WORK TO BE COMPLETED: Provide again, from the entries below, every line from the one containing "reading: 27 °C" through the one containing "reading: 65 ml", exactly as written, and no other line.

SUPPLIED RECORDS:
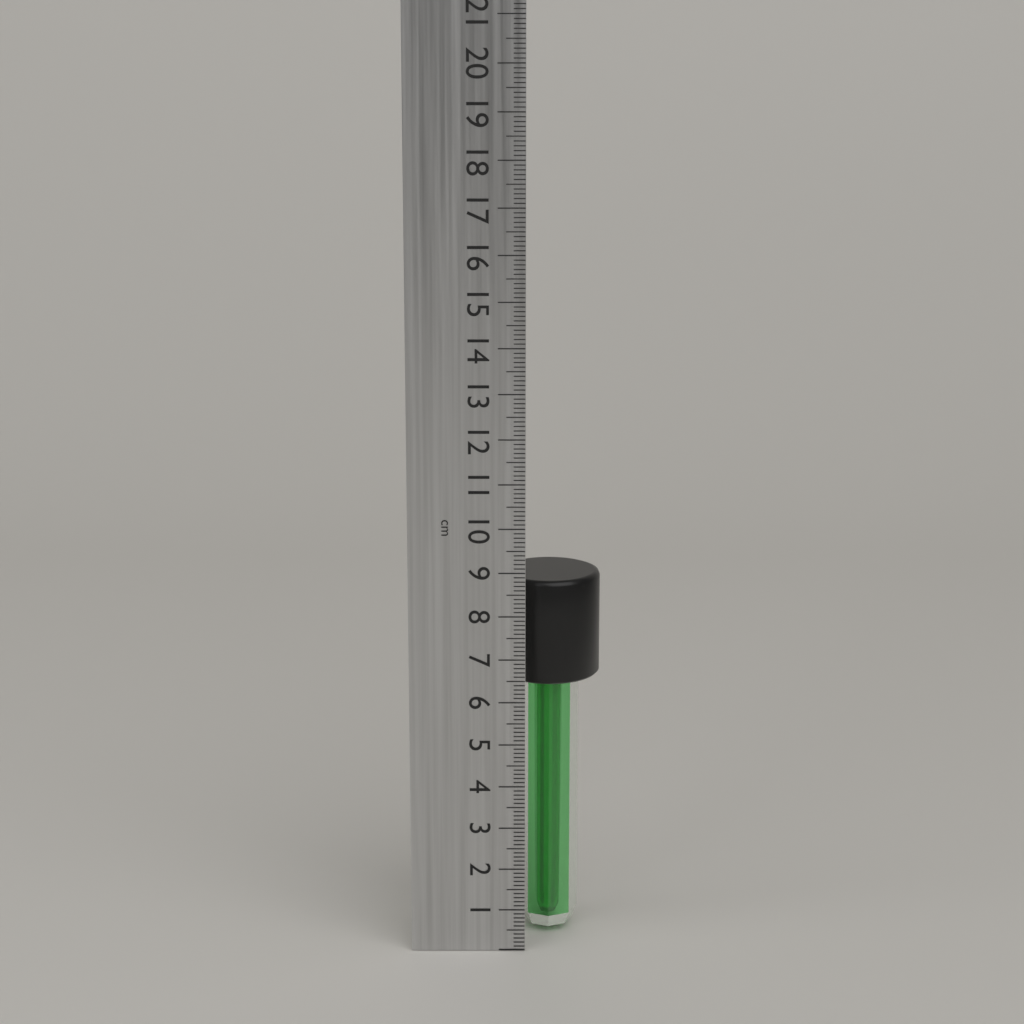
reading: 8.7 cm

* * *

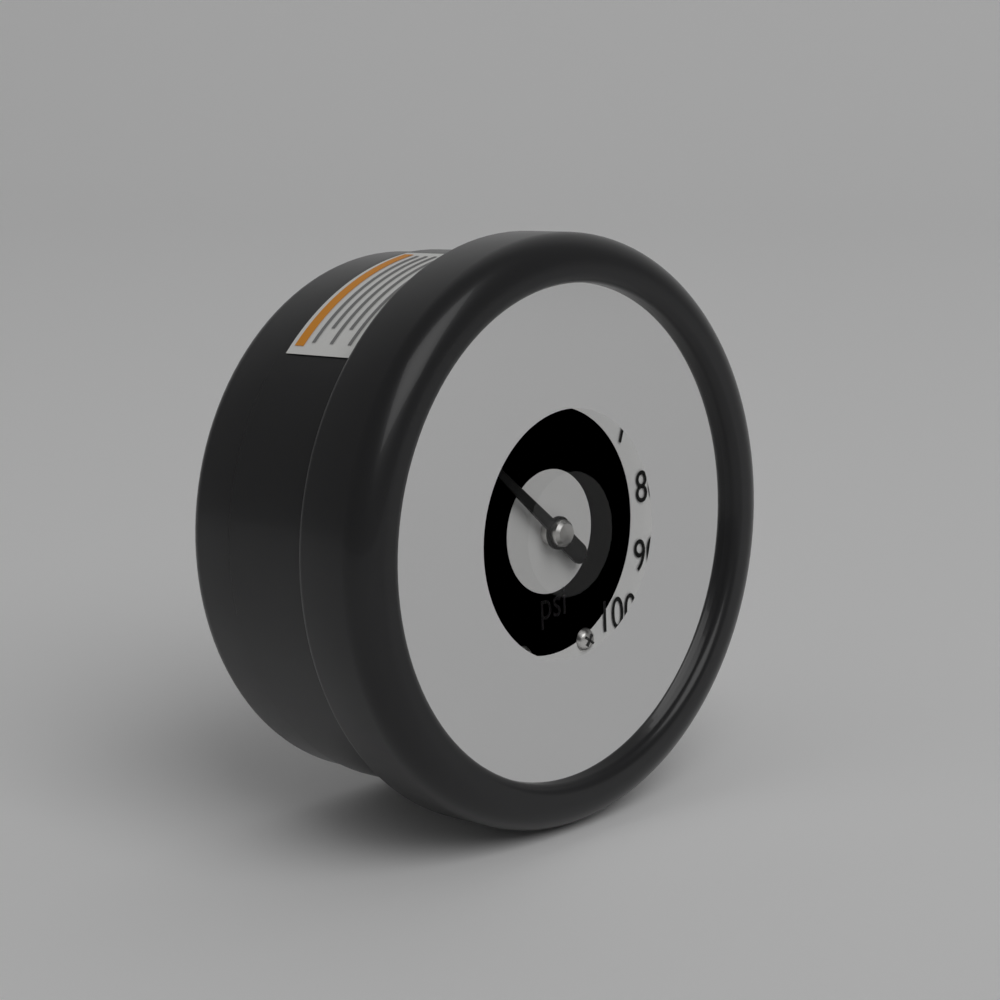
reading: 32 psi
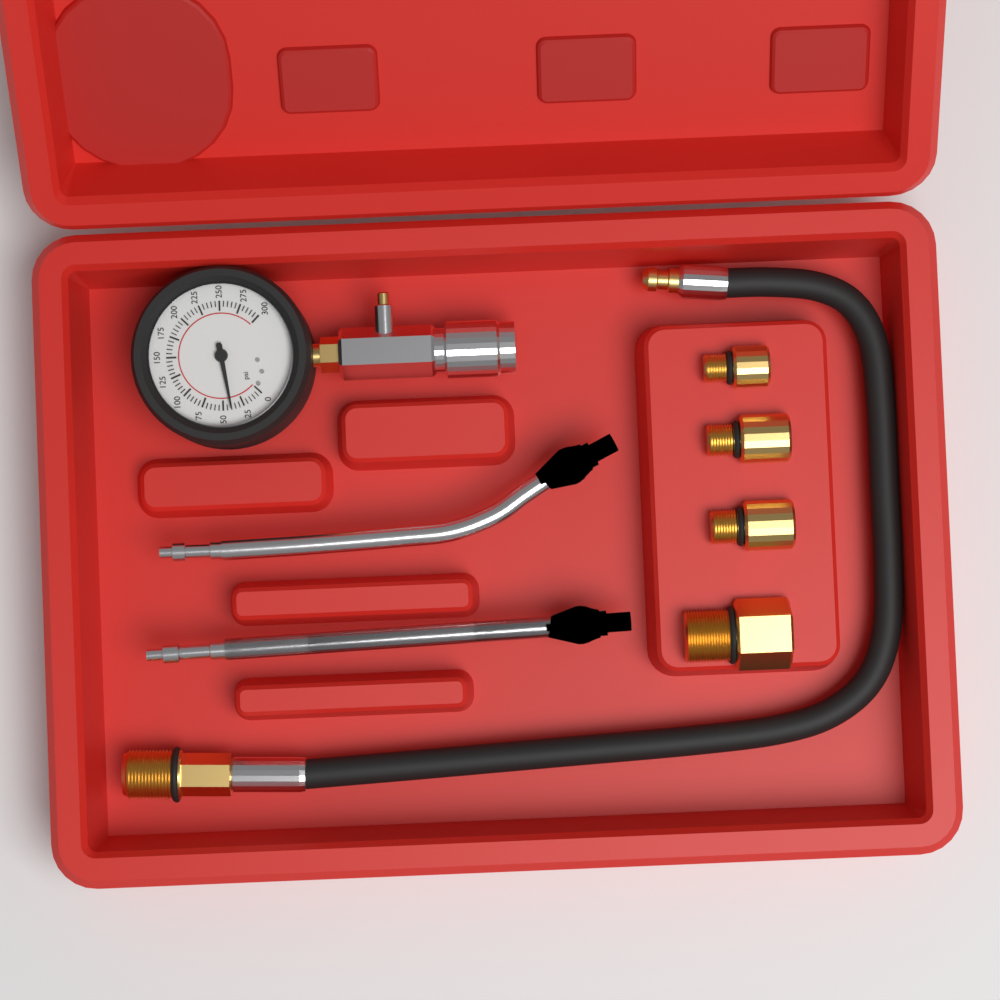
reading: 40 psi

==

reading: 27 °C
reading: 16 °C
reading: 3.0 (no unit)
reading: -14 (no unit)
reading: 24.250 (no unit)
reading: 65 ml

ANSWER FOR THIS EXERCISE:
reading: 27 °C
reading: 16 °C
reading: 3.0 (no unit)
reading: -14 (no unit)
reading: 24.250 (no unit)
reading: 65 ml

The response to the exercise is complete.